A car collides into cyclists participating in a race in Mexico’s northern border city of Matamoros, Sunday June 1, 2008. At least one person was killed and 14 injured when a driver slammed into a bicycle race.
In one of the most surreal sequences of events, texting the wrong “i” led to the death of two in Turkey, and the jailing of three. While “ı” and “i” are separate letters in the Turkish language, not all cell phones have the appropriate characters to display both.
So when 24-year-old Ramazan Çalçoban sent a text message to his 20-year-old wife Emine, the results were a sad mixup:
The use of “i” resulted in an SMS with a completely twisted meaning: instead of writing the word “sıkısınca” it looked like he wrote “sikisince.” Ramazan wanted to write “You change the topic every time you run out of arguments” (sounds familiar enough) but what Emine read was, “You change the topic every time they are fucking you” (sounds familiar too.)
If the two had not already been arguing, perhaps leveler heads would have prevailed. Perhaps Emine asked for clarification, or defended herself against the accusation, and maybe even laugh about it once she realized the mistake. We can all imagine acting this way in less heated situations.
But what followed is too devastating and absurd to imagine:
Emine then showed the message to her father, who—enraged—called Ramazan, accusing him of treating his daughter as a prostitute. Ramazan went to the family’s home to apologize, only to be greeted by the father, Emine, two sisters and a lot of very sharp knives.
Ramazan managed to escape with his life, but mortally wounded Emine after defending himself with a knife he pulled from his chest after being stabbed. Later, Ramazan would commit suicide in jail, confused by the unreality of the events.
Third-graders arrested in teacher attack plot:
The students apparently planned to knock the teacher unconscious with a crystal paperweight, bind her with the handcuffs and tape and then stab her with the knife.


Your objective:
Output each record exactly, with nothing omitted.
= = = =
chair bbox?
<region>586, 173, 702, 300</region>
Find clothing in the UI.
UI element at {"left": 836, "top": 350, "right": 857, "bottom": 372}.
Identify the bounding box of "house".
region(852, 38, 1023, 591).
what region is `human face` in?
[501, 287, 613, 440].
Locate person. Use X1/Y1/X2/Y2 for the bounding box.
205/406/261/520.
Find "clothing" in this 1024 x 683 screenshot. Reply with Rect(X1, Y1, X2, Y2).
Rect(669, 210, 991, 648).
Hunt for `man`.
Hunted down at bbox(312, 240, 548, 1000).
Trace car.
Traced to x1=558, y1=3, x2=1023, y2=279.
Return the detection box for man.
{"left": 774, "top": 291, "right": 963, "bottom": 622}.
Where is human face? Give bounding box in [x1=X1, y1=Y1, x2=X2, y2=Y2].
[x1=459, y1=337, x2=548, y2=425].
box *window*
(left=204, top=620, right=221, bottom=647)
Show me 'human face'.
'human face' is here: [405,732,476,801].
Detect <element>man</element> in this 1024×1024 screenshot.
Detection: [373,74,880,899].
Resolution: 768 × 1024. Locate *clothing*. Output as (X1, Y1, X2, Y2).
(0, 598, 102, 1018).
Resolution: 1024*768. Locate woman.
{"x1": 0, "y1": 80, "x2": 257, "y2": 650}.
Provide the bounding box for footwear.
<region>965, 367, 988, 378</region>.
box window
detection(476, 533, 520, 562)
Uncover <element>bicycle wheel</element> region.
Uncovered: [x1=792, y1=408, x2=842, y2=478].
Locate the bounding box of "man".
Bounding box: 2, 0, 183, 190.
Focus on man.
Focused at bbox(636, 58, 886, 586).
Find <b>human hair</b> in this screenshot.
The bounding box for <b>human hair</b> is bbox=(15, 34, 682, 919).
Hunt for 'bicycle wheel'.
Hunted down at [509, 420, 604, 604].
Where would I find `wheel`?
= = = =
Solution to the problem:
chair bbox?
<region>586, 173, 702, 300</region>
Find clothing in the UI.
UI element at {"left": 836, "top": 350, "right": 857, "bottom": 372}.
Identify the bounding box of "house".
region(852, 38, 1023, 591).
what region is `human face` in?
[501, 287, 613, 440].
Locate person. Use X1/Y1/X2/Y2 for the bounding box.
205/406/261/520.
Find "clothing" in this 1024 x 683 screenshot. Reply with Rect(X1, Y1, X2, Y2).
Rect(669, 210, 991, 648).
Hunt for `man`.
Hunted down at bbox(312, 240, 548, 1000).
Trace car.
Traced to x1=558, y1=3, x2=1023, y2=279.
Return the detection box for man.
{"left": 774, "top": 291, "right": 963, "bottom": 622}.
Where is human face? Give bounding box in [x1=X1, y1=Y1, x2=X2, y2=Y2].
[x1=459, y1=337, x2=548, y2=425].
box *window*
(left=204, top=620, right=221, bottom=647)
Show me 'human face'.
'human face' is here: [405,732,476,801].
Detect <element>man</element> in this 1024×1024 screenshot.
Detection: [373,74,880,899].
Resolution: 768 × 1024. Locate *clothing*. Output as (X1, Y1, X2, Y2).
(0, 598, 102, 1018).
Resolution: 1024*768. Locate woman.
{"x1": 0, "y1": 80, "x2": 257, "y2": 650}.
Provide the bounding box for footwear.
<region>965, 367, 988, 378</region>.
box window
detection(476, 533, 520, 562)
Uncover <element>bicycle wheel</element> region.
Uncovered: [x1=792, y1=408, x2=842, y2=478].
Locate the bounding box of "man".
Bounding box: 2, 0, 183, 190.
Focus on man.
Focused at bbox(636, 58, 886, 586).
Find <b>human hair</b> in this screenshot.
The bounding box for <b>human hair</b> is bbox=(15, 34, 682, 919).
Hunt for 'bicycle wheel'.
Hunted down at [509, 420, 604, 604].
Where would I find `wheel`?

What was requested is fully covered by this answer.